QIC puts Melbourne’s Woodgrove Shopping Centre on the block in $500m mall play

Supplied Editorial QIC is selling the Woodgrove Shopping Centre in Melbourne

QIC is selling the Woodgrove Shopping Centre in Melbourne

Queensland government-backed fund manager QIC is looking to sell the Woodgrove Shopping Centre in Melbourne’s western suburbs, with the mall expected to garner bids around the $500m mark.

The fund house’s offering will be the first time a regional shopping centre has hit the open market in Melbourne, with management rights, in more than two decades, and is expected to spark a contest among domestic groups.

QIC is selling as the retail property market shows signs of stabilising as large groups, particularly domestic players, look to get back into the market, with both Vicinity Centres and Scentre Group, owner of the Westfield empire, ready to buy again.

Putting the Melbourne asset on the block comes in the wake of QIC offloading a stake in one centre in Perth, and as it finalises a deal to sell an even larger centre in Sydney.

In Sydney, QIC is selling the massive Westpoint Shopping Centre in the western suburb of Blacktown to fund house Haben and US investment group Hines for about $900m. Under the plan, Hines would put about $260m into the deal as the joint venture capital partner and Haben, which would be manager, would put $263m into the deal.

QIC also sold out of Perth’s Claremont Quarter, with private investment house Hawaiian taking full control of that mall in a deal valuing its half stake at about $207m. That showed the depth of demand for shopping centres from major players in the wake of their pricing reset.

The contest for the Melbourne asset is likely to bring out the local funds houses that have made the running in the sector, including IP Generation, Fawkner and Haben. Shopping centre groups that could buy the asset and expand it may also bid for the mall to capitalise on the area’s expanding population.

Supplied Editorial QIC is selling the Woodgrove Shopping Centre in Melbourne

Woodgrove comprises more than 60,000sq m of lettable area and generates over $500m in tenant sales per annum.

JLL’s Sam Hatcher and Nick Willis, and Colliers’ Lachlan MacGillivray are handling the sale.

Mr Hatcher said that it was rare for dominant regional shopping centres in core metropolitan markets to trade.

“The sale of Woodgrove Shopping Centre will represent the second only opportunity in Melbourne to acquire a 100 per cent interest in a regional shopping centre in the last 15-years,” he said. Most other deals, including QIC buying Werribee Plaza and Pacific Epping shopping centres, have been done off-market or involve partial interests without management.

Woodgrove comprises more than 60,000sq m of lettable area and generates over $500m in tenant sales per annum. It is anchored by retail heavyweights Coles, Woolworths, Aldi, Kmart, Big W, Harris Scarfe, Dan Murphy’s, Reading Cinemas and backed by 160 specialties and kiosks.

A separate Woolworths-anchored neighbourhood shopping centre known as Coburns Central; a medical centre leased to Westcare; and a 3ha development site, will also be sold.

Mr Willis said the Australian retail sector was experiencing a “renaissance” with global capital and investors seeking exposure to assets that are dominant in performance and provide future value add opportunities. Woodgrove sits on a huge 27ha site which he said allows for “significant future development opportunities” to meet the region’s burgeoning growth. The centre also gives investors the flexibility to put in place new retail strategies.

The sale of Woodgrove comes as another major retail landlord, Scentre Group, owner of the Australian Westfield empire, withdrew its interest in developing a shopping centre at nearby Mount Atkinson. This has bolstered Woodgrove’s position and may make it attractive to shopping centre groups seeking to expand without the competitive threat of a new Westfield

Mr MacGillivray said the area’s strong population growth, along with some of the lowest retail floorspace-to-population ratios globally, was driving robust asset performance and renewed investor interest in the sector. He said that in Melbourne’s west, retail floorspace per capita was projected to drop to more than double the current national average and pointed to the site’s longer-term development potential.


_TASK REQUIREMENTS:_ Whenever a line in the entries includes the word "this", copy that line out.

Dataset records on visual material
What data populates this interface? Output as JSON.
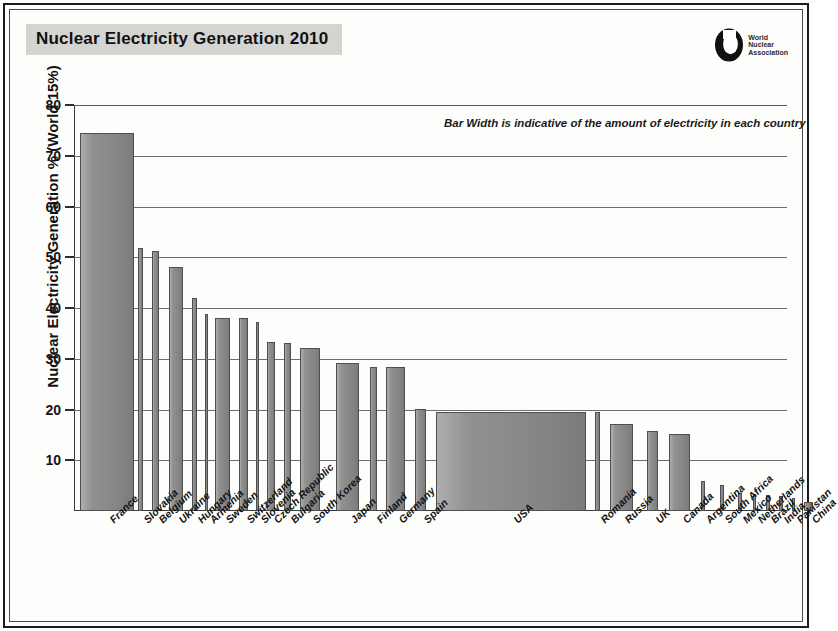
{
  "header": {
    "title": "Nuclear Electricity Generation 2010",
    "logo": {
      "name": "world-nuclear-association-logo",
      "line1": "World",
      "line2": "Nuclear",
      "line3": "Association"
    }
  },
  "chart_data": {
    "type": "bar",
    "title": "Nuclear Electricity Generation 2010",
    "xlabel": "",
    "ylabel": "Nuclear Electricity Generation % (World 15%)",
    "ylim": [
      0,
      80
    ],
    "yticks": [
      10,
      20,
      30,
      40,
      50,
      60,
      70,
      80
    ],
    "grid": true,
    "legend": null,
    "annotation": "Bar Width is indicative of the amount of electricity in each country",
    "note": "Bar width encodes total electricity generated in each country; bar height is nuclear share of electricity (%).",
    "categories": [
      "France",
      "Slovakia",
      "Belgium",
      "Ukraine",
      "Hungary",
      "Armenia",
      "Sweden",
      "Switzerland",
      "Slovenia",
      "Czech Republic",
      "Bulgaria",
      "South Korea",
      "Japan",
      "Finland",
      "Germany",
      "Spain",
      "USA",
      "Romania",
      "Russia",
      "UK",
      "Canada",
      "Argentina",
      "South Africa",
      "Mexico",
      "Netherlands",
      "Brazil",
      "India",
      "Pakistan",
      "China"
    ],
    "values": [
      74.5,
      51.8,
      51.2,
      48.1,
      42.0,
      38.8,
      38.1,
      38.0,
      37.3,
      33.3,
      33.1,
      32.2,
      29.2,
      28.4,
      28.4,
      20.1,
      19.6,
      19.5,
      17.1,
      15.7,
      15.1,
      5.9,
      5.2,
      3.6,
      3.4,
      3.1,
      2.9,
      2.6,
      1.8
    ],
    "bar_widths_px": [
      54,
      5,
      7,
      14,
      5,
      3,
      15,
      9,
      3,
      8,
      7,
      20,
      23,
      7,
      19,
      11,
      150,
      5,
      23,
      11,
      21,
      4,
      4,
      4,
      3,
      4,
      4,
      3,
      9
    ],
    "bar_left_px": [
      6,
      64,
      78,
      95,
      118,
      131,
      141,
      165,
      182,
      193,
      210,
      226,
      262,
      296,
      312,
      341,
      362,
      521,
      536,
      573,
      595,
      627,
      646,
      664,
      679,
      692,
      705,
      718,
      730
    ]
  },
  "axis_labels": {
    "y_title": "Nuclear Electricity Generation % (World 15%)",
    "ticks": [
      "80",
      "70",
      "60",
      "50",
      "40",
      "30",
      "20",
      "10"
    ]
  }
}
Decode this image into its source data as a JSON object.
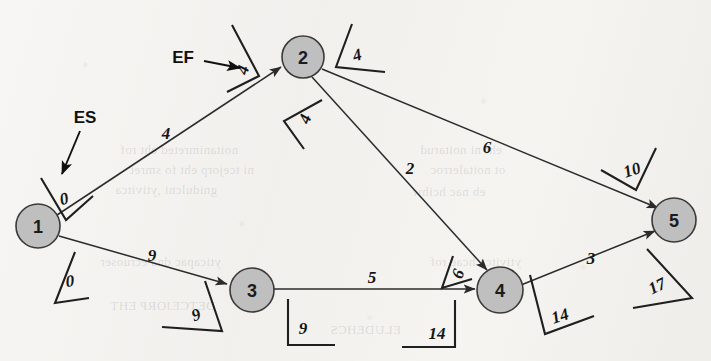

_TASK ANSWER:_
What data populates this interface? Output as JSON.
Decode this image into its source data as a JSON object.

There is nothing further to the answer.